A French-American cardiologist then affiliated with New York Hospital–Cornell University Medical College descended into years of hellish alcohol addiction that essentially ended his medical practice in 1997. His move back to Paris and self-treatment with the unproven drug baclofen is the subject of this clinical, thoroughgoing memoir. Early on, Ameisen, the child of Holocaust survivors and an accomplished pianist, recognized that deep-seated anxiety was driving him to drink, yet doctors treated the drinking rather than the anxiety. He tried years of AA, rehab and medication, but in time he was binging again—blacking out and ending up in psych wards or the emergency room with broken bones. When he read about the muscle relaxant baclofen in a New York Times article, suggesting that it could repress the craving in addicts as well as control muscular spasm, he seized on the drug as his life line. He researched baclofen, prescribed it to himself (thanks to France's medical identity cards) and essentially used himself as a study over several months, increasing the dosage as necessary. The results were remarkable, and his dogged self–case study published by the journal Alcohol and Alcoholism in 2005 gathered slow but intensive interest. As a trained physician who is evidently well connected, Ameisen is not a typical patient, yet his work is brave, insightful and sure to be significant. (Jan.)

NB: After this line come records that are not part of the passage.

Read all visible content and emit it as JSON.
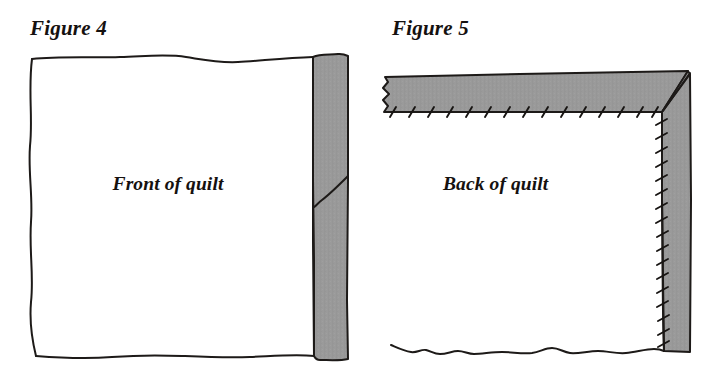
{
  "page": {
    "background_color": "#ffffff",
    "width": 715,
    "height": 391,
    "ink_color": "#1d1a18",
    "binding_fill_color": "#9a9a9a",
    "quilt_fill_color": "#ffffff"
  },
  "figures": [
    {
      "id": "figure-4",
      "caption": "Figure 4",
      "label": "Front of quilt",
      "description": "Quilt front with a gray binding strip applied along the right raw edge, showing a diagonal seam joining two binding pieces.",
      "binding": {
        "position": "right-edge",
        "fill": "#9a9a9a",
        "has_diagonal_seam": true,
        "stitch_marks": 0
      }
    },
    {
      "id": "figure-5",
      "caption": "Figure 5",
      "label": "Back of quilt",
      "description": "Quilt back with the gray binding folded over the top and right edges, hand-stitched down with slanted whipstitches and a mitered corner.",
      "binding": {
        "position": "top-and-right-edges",
        "fill": "#9a9a9a",
        "has_mitered_corner": true,
        "stitch_marks_top": 15,
        "stitch_marks_right": 17
      }
    }
  ],
  "geometry": {
    "figure4": {
      "caption_x": 30,
      "caption_y": 35,
      "label_x": 168,
      "label_y": 190,
      "quilt_left": 31,
      "quilt_right": 313,
      "quilt_top": 58,
      "quilt_bottom": 356,
      "binding_left": 313,
      "binding_right": 348,
      "binding_top": 54,
      "binding_bottom": 360,
      "seam_y_right": 176,
      "seam_y_left": 207
    },
    "figure5": {
      "caption_x": 392,
      "caption_y": 35,
      "label_x": 443,
      "label_y": 190,
      "quilt_left": 383,
      "quilt_right": 662,
      "quilt_bottom": 350,
      "band_top": 75,
      "band_bottom": 112,
      "right_band_left": 662,
      "right_band_right": 690,
      "corner_apex_x": 690,
      "corner_apex_y": 72
    }
  }
}
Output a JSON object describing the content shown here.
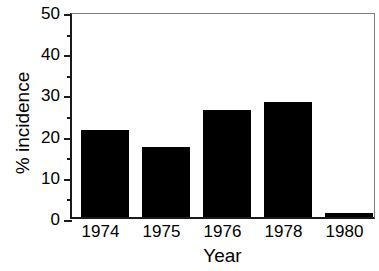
{
  "chart_data": {
    "type": "bar",
    "title": "",
    "xlabel": "Year",
    "ylabel": "% incidence",
    "categories": [
      "1974",
      "1975",
      "1976",
      "1978",
      "1980"
    ],
    "values": [
      21,
      17,
      26,
      28,
      1
    ],
    "series": [
      {
        "name": "% incidence",
        "values": [
          21,
          17,
          26,
          28,
          1
        ],
        "color": "#000000"
      }
    ],
    "ylim": [
      0,
      50
    ],
    "ytick_labels": [
      "0",
      "10",
      "20",
      "30",
      "40",
      "50"
    ],
    "ytick_values": [
      0,
      10,
      20,
      30,
      40,
      50
    ],
    "yminor_values": [
      5,
      15,
      25,
      35,
      45
    ],
    "ytick_major_interval": 10,
    "ytick_minor_interval": 5,
    "grid": false,
    "legend": false,
    "legend_position": "none",
    "bar_color": "#000000",
    "axis_color": "#1a1a1a",
    "frame_color": "#808080",
    "background": "#ffffff"
  }
}
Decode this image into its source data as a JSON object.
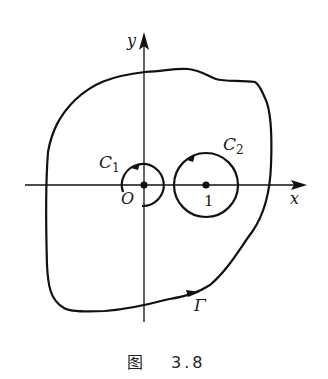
{
  "figure": {
    "caption_prefix": "图",
    "caption_number": "3.8",
    "axes": {
      "x_label": "x",
      "y_label": "y",
      "origin_label": "O",
      "point_label": "1"
    },
    "curves": {
      "outer_contour_label": "Γ",
      "circle_1_label": "C",
      "circle_1_subscript": "1",
      "circle_2_label": "C",
      "circle_2_subscript": "2"
    },
    "colors": {
      "ink": "#111111",
      "background": "#ffffff"
    }
  }
}
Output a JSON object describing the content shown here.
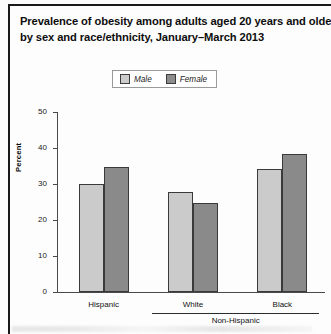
{
  "figure": {
    "title_lines": [
      "Prevalence of obesity among adults aged 20 years and older,",
      "by sex and race/ethnicity, January–March 2013"
    ],
    "legend": {
      "male_label": "Male",
      "female_label": "Female"
    },
    "colors": {
      "male": "#cbcbcb",
      "female": "#8a8a8a",
      "axis": "#4a4a4a",
      "text": "#111111",
      "rule": "#1a1a1a"
    },
    "group_bracket_label": "Non-Hispanic"
  },
  "chart_data": {
    "type": "bar",
    "title": "Prevalence of obesity among adults aged 20 years and older, by sex and race/ethnicity, January–March 2013",
    "xlabel": "",
    "ylabel": "Percent",
    "categories": [
      "Hispanic",
      "White",
      "Black"
    ],
    "category_group_bracket": {
      "label": "Non-Hispanic",
      "spans": [
        "White",
        "Black"
      ]
    },
    "series": [
      {
        "name": "Male",
        "values": [
          30.0,
          27.8,
          34.2
        ]
      },
      {
        "name": "Female",
        "values": [
          34.8,
          24.8,
          38.3
        ]
      }
    ],
    "ylim": [
      0,
      50
    ],
    "yticks": [
      0,
      10,
      20,
      30,
      40,
      50
    ],
    "ytick_labels": [
      "0",
      "10",
      "20",
      "30",
      "40",
      "50"
    ],
    "grid": false,
    "legend_position": "top-center"
  }
}
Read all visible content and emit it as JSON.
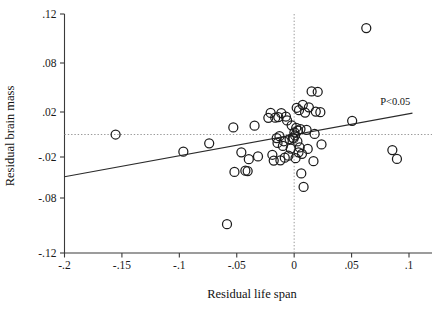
{
  "chart_data": {
    "type": "scatter",
    "title": "",
    "xlabel": "Residual life span",
    "ylabel": "Residual brain mass",
    "xlim": [
      -0.2,
      0.1
    ],
    "ylim": [
      -0.12,
      0.12
    ],
    "grid": false,
    "legend": null,
    "xticks": [
      -0.2,
      -0.15,
      -0.1,
      -0.05,
      0,
      0.05,
      0.1
    ],
    "xticklabels": [
      "-.2",
      "-.15",
      "-.1",
      "-.05",
      "0",
      ".05",
      ".1"
    ],
    "yticks": [
      0.12,
      0.08,
      0.02,
      -0.02,
      -0.08,
      -0.12
    ],
    "yticklabels": [
      ".12",
      ".08",
      ".02",
      "-.02",
      "-.08",
      "-.12"
    ],
    "annotations": [
      {
        "text": "P<0.05",
        "x": 0.088,
        "y": 0.028
      }
    ],
    "reference_lines": [
      {
        "orientation": "horizontal",
        "value": 0,
        "style": "dotted"
      },
      {
        "orientation": "vertical",
        "value": 0,
        "style": "dotted"
      }
    ],
    "trend_line": {
      "x": [
        -0.2,
        0.103
      ],
      "y": [
        -0.049,
        0.019
      ],
      "style": "solid",
      "significance": "P<0.05"
    },
    "marker": {
      "shape": "open-circle",
      "size": 9,
      "fill": "none",
      "edge": "#1c1c1c"
    },
    "points": [
      {
        "x": -0.1555,
        "y": 0.0
      },
      {
        "x": -0.0965,
        "y": -0.0153
      },
      {
        "x": -0.074,
        "y": -0.0078
      },
      {
        "x": -0.0585,
        "y": -0.099
      },
      {
        "x": -0.053,
        "y": 0.0063
      },
      {
        "x": -0.052,
        "y": -0.0418
      },
      {
        "x": -0.046,
        "y": -0.0158
      },
      {
        "x": -0.0425,
        "y": -0.04
      },
      {
        "x": -0.0405,
        "y": -0.0405
      },
      {
        "x": -0.0395,
        "y": -0.0232
      },
      {
        "x": -0.0345,
        "y": 0.0078
      },
      {
        "x": -0.0315,
        "y": -0.0195
      },
      {
        "x": -0.0225,
        "y": 0.0148
      },
      {
        "x": -0.0205,
        "y": 0.0192
      },
      {
        "x": -0.019,
        "y": -0.018
      },
      {
        "x": -0.0178,
        "y": -0.0252
      },
      {
        "x": -0.0165,
        "y": 0.015
      },
      {
        "x": -0.0152,
        "y": -0.0032
      },
      {
        "x": -0.0145,
        "y": -0.0075
      },
      {
        "x": -0.0138,
        "y": 0.0155
      },
      {
        "x": -0.0128,
        "y": -0.0015
      },
      {
        "x": -0.012,
        "y": -0.0248
      },
      {
        "x": -0.0112,
        "y": 0.019
      },
      {
        "x": -0.0098,
        "y": -0.0102
      },
      {
        "x": -0.009,
        "y": -0.006
      },
      {
        "x": -0.0082,
        "y": -0.021
      },
      {
        "x": -0.0072,
        "y": 0.016
      },
      {
        "x": -0.0062,
        "y": 0.0125
      },
      {
        "x": -0.005,
        "y": -0.0188
      },
      {
        "x": -0.004,
        "y": -0.004
      },
      {
        "x": -0.003,
        "y": -0.0125
      },
      {
        "x": -0.0022,
        "y": 0.0082
      },
      {
        "x": -0.0012,
        "y": -0.0028
      },
      {
        "x": -0.0005,
        "y": -0.0035
      },
      {
        "x": 0.0002,
        "y": 0.0018
      },
      {
        "x": 0.0008,
        "y": -0.0008
      },
      {
        "x": 0.0012,
        "y": -0.0218
      },
      {
        "x": 0.0018,
        "y": 0.006
      },
      {
        "x": 0.0022,
        "y": 0.0252
      },
      {
        "x": 0.0028,
        "y": -0.0062
      },
      {
        "x": 0.0032,
        "y": 0.0035
      },
      {
        "x": 0.0038,
        "y": -0.0158
      },
      {
        "x": 0.0042,
        "y": 0.0222
      },
      {
        "x": 0.0048,
        "y": -0.0115
      },
      {
        "x": 0.0055,
        "y": 0.0048
      },
      {
        "x": 0.0062,
        "y": -0.044
      },
      {
        "x": 0.0068,
        "y": -0.0172
      },
      {
        "x": 0.0075,
        "y": 0.0288
      },
      {
        "x": 0.0082,
        "y": -0.0638
      },
      {
        "x": 0.0095,
        "y": 0.0195
      },
      {
        "x": 0.0108,
        "y": 0.0042
      },
      {
        "x": 0.0118,
        "y": -0.0128
      },
      {
        "x": 0.0128,
        "y": 0.0258
      },
      {
        "x": 0.0152,
        "y": 0.0452
      },
      {
        "x": 0.0168,
        "y": -0.0262
      },
      {
        "x": 0.0178,
        "y": 0.0005
      },
      {
        "x": 0.0188,
        "y": 0.0205
      },
      {
        "x": 0.0205,
        "y": 0.0448
      },
      {
        "x": 0.0228,
        "y": 0.0198
      },
      {
        "x": 0.0238,
        "y": -0.0088
      },
      {
        "x": 0.0505,
        "y": 0.0122
      },
      {
        "x": 0.0628,
        "y": 0.1085
      },
      {
        "x": 0.0855,
        "y": -0.0138
      },
      {
        "x": 0.0895,
        "y": -0.0228
      }
    ]
  },
  "figure": {
    "caption": ""
  }
}
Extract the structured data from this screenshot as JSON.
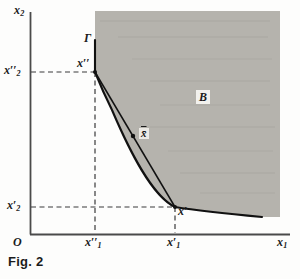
{
  "figure": {
    "caption": "Fig. 2",
    "axes": {
      "x_label": "x",
      "x_label_sub": "1",
      "y_label": "x",
      "y_label_sub": "2",
      "origin_label": "O"
    },
    "ticks": {
      "y_upper": {
        "base": "x",
        "prime": "′′",
        "sub": "2"
      },
      "y_lower": {
        "base": "x",
        "prime": "′",
        "sub": "2"
      },
      "x_left": {
        "base": "x",
        "prime": "′′",
        "sub": "1"
      },
      "x_right": {
        "base": "x",
        "prime": "′",
        "sub": "1"
      }
    },
    "annotations": {
      "curve_label": "Γ",
      "region_label": "B",
      "point_upper": {
        "base": "x",
        "prime": "′′"
      },
      "point_lower": {
        "base": "x",
        "prime": "′"
      },
      "point_mid": "x̄"
    },
    "colors": {
      "region_fill": "#b5b3ad",
      "curve_stroke": "#111111",
      "axis_stroke": "#4a4a4a",
      "dash_stroke": "#3a3a3a",
      "label_color": "#1b1b1b",
      "page_background": "#fdfdfc"
    },
    "geometry": {
      "x_axis_y": 234,
      "y_axis_x": 30,
      "x_axis_end": 290,
      "y_axis_top": 12,
      "region_top": 11,
      "region_right": 280,
      "point_upper_xy": [
        95,
        72
      ],
      "point_lower_xy": [
        175,
        207
      ],
      "point_mid_xy": [
        136,
        140
      ],
      "curve_start_xy": [
        95,
        40
      ],
      "curve_end_xy": [
        262,
        217
      ]
    }
  }
}
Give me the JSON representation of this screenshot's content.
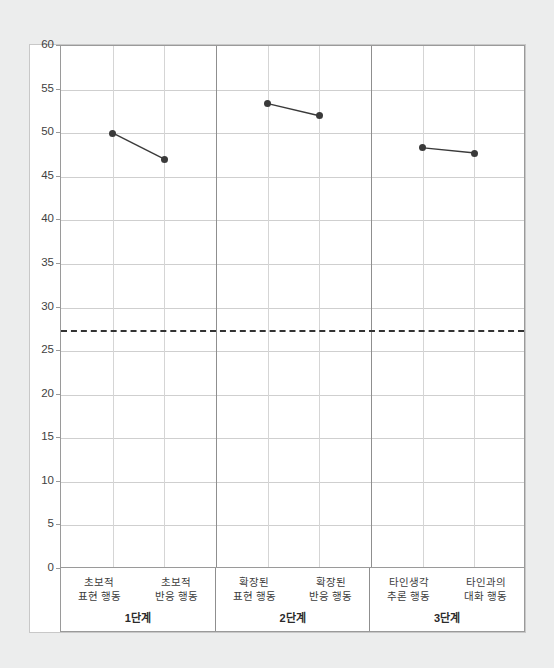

Memory Lessons: A Doctor's Story Jerald Winakur. Hyperion, $24.95 (272p) ISBN 978-1-4013-0302-0

As a doctor of the “oldest old,” those patients over 85, San Antonio, Tex., geriatric physician Winakur cares for the “fastest growing demographic segment of our society.” He also had to usher his own aged father through the last painful, debilitating years of his life, when he slipped into dementia and became a stranger to himself and his family. In this affecting, thoughtfully composed memoir, Winakur remembers his father as he fully was, a gifted artist whose Depression-era mother would not allow him to go to art school. He was consigned to run the family's pawnshop in Baltimore until the race riots of 1968 destroyed the store and his livelihood. While the author describes his father as someone who seemed to get little enjoyment late in life, it was his father who instilled in his son a love of bird watching. As the author and his father achieve toward the end an intimate, fragile truce, Winakur recalls the long medical journey that brought him to devote himself to the aged, from medical school, where specialization was the rule, to his thriving practice as a local doctor. He touches on many pressing issues within the profession, such as the havoc wrought by managed care, the debate over “quality care” of the elderly, and whether prolonging life at any cost is wise. Probing and intelligent, Winakur's work challenges readers to think hard and deeply about the choices they make in the care of their elders. (Jan.)